Obviously there’s pipes, whistles, fiddlesand accordions galore across the fortnight, but not all award-winning bands also boast a double bass. Having just released their 6th studio album, and with a downstairs toilet full of trophies, Breabach are well on their way to becoming trad aristocracy before they are out of short trousers. Though youths themselves, this is a band for the older crowd who know how to prize technical skill.
Contrastingly on their first outing The Tweed Project are all about the craic. Do you know the story of Orpheus? Neither do they, but they know a sort of similar song about a nasty king from Orkney. They also know a rarer-than-hens-teeth one in which the lad actually comes back, marries the girl, and lives happily ever after (The Bleacher Girl of Kelvinhall). And, since this is modern folk, Manchester-based duo Greg Russell and Ciaran Algar have a helpful set of tunes entitled Swipe Right so that he can find her in the first place. Dancing and merriment abound, as an ebullient punter kicks off an impromptu ceilidh underneath the approving nose of the band. The Project is a reboot, now fronted by the bewitching Lewisian lilt of Josie Duncan. With a line-up that holds fists-full of Radio 2 Folk Awards from other ventures, let’s hope that they get an album out soon to add one more.
Trad musicians often play in multiple combinations and it is remarkable how infrequently they bother giving such collaborations a name. On the final night of the festival, whilst the Concert Hall is packed for the flagship Transatlantic Sessions, across the other side of town, a quintessentially Highland pipes and strings double bill of relative newcomers Jamie MacDonald and Christian Gamauf and festival mainstays Mariearad Green and Anna Massie brings out family, friends and a younger crowd. The lads draw on tunes from across the Celtic diaspora, but at heart have a sound that every Scot knows from village-hall dances. It turns out they are also having a domestic Tetris crisis, as they need to sell the boxes of recently released CDs ‘The Pipe Slang’ in order to get to the fridge. Veterans of the tall-tale, their stage-mates try the same album-sales trick with the promise of a closer look at Mariearad’s Emperors new trousers. With fingers flying like a knitting group social, this pair of prodigious tune writers continue to be as effortless when playing together as when ragging one another. Until recently their repertoire contained few songs, with only Dougie MacLean’s She Loves Me When I Try to accompany a well-worn yarn about washing lines. It is therefore particularly enjoyable that, giddy from the excitement of coming down from Achiltiebuie they toss in some bonny slow airs, and macabrely merry singalongs to the set.
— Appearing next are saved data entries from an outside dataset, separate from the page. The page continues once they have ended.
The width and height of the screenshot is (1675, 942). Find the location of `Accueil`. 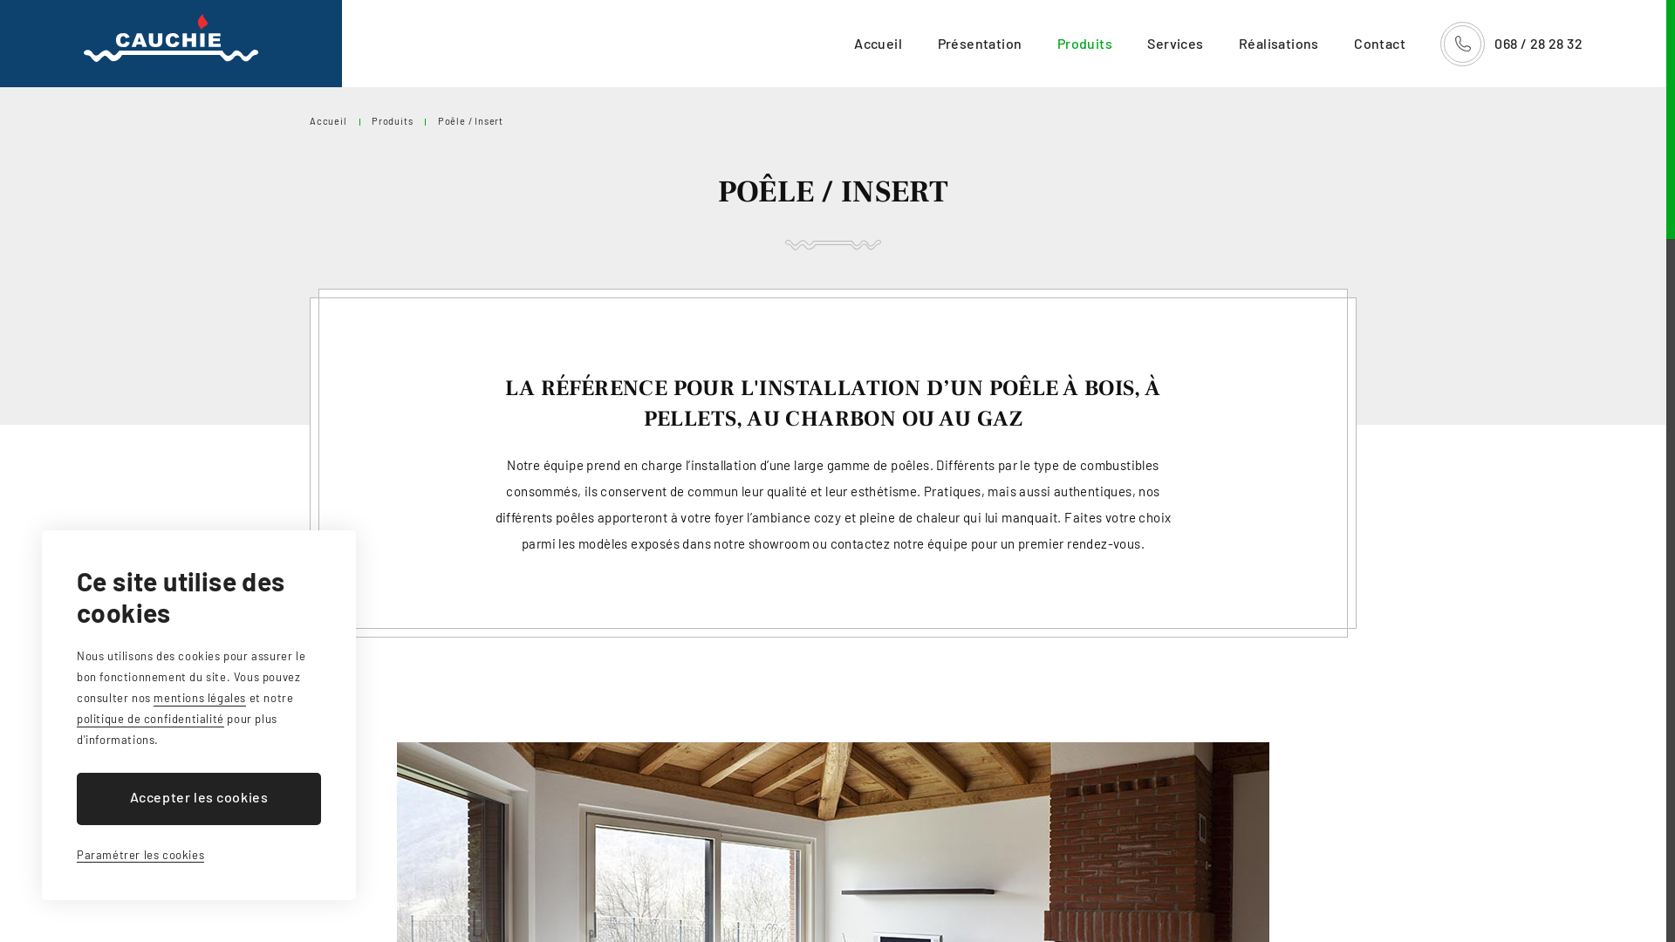

Accueil is located at coordinates (878, 44).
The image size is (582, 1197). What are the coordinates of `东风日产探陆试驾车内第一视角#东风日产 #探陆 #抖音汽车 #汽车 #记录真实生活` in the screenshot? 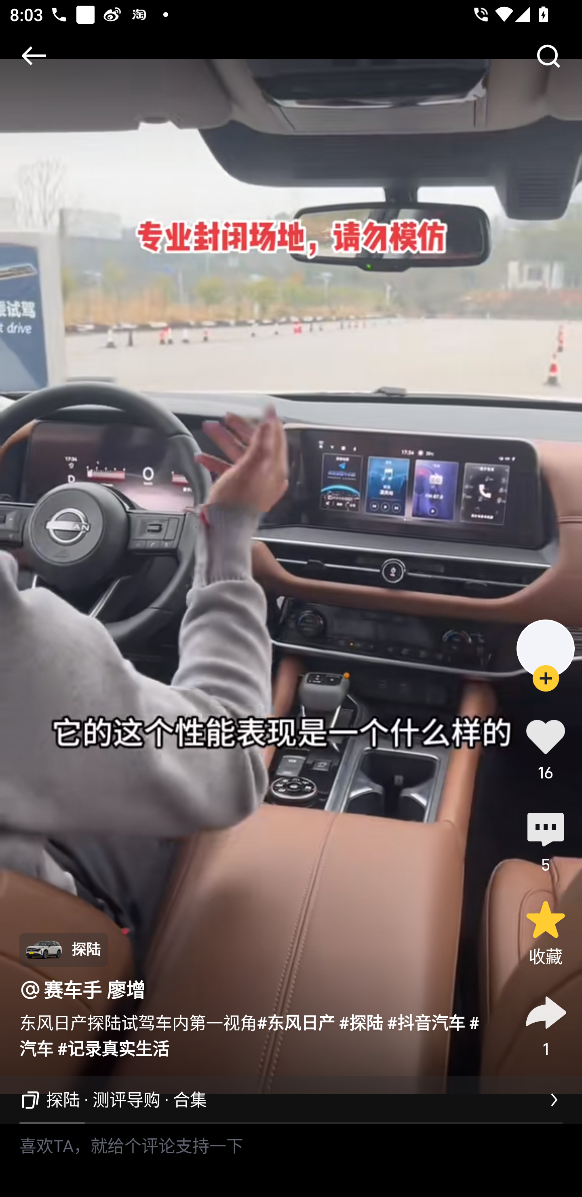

In the manner of saving the best until last, no band perhaps exemplifies the energy of Celtic Connections better than Blazin’ Fiddles. From the fiery Up Helly Aa spirit of the opening Shetland reels, to a closing circus-acrobatics mishap flashing Bruce MacGregors kecks, a night with the Blazers is always a party. Turning 21 this year, the energetic Highlands and Islands supergroup have reached the age of majority if not of maturity. They bring along Capercaillie legend Karen Matheson to add gravitas and a puirt-à-beul that is second to none. Waulking songs from the Hebrides, love songs from the Northern Irish Troubles, and Burns songs from down the road pepper the high-octane tune-sets, and warm the cockles.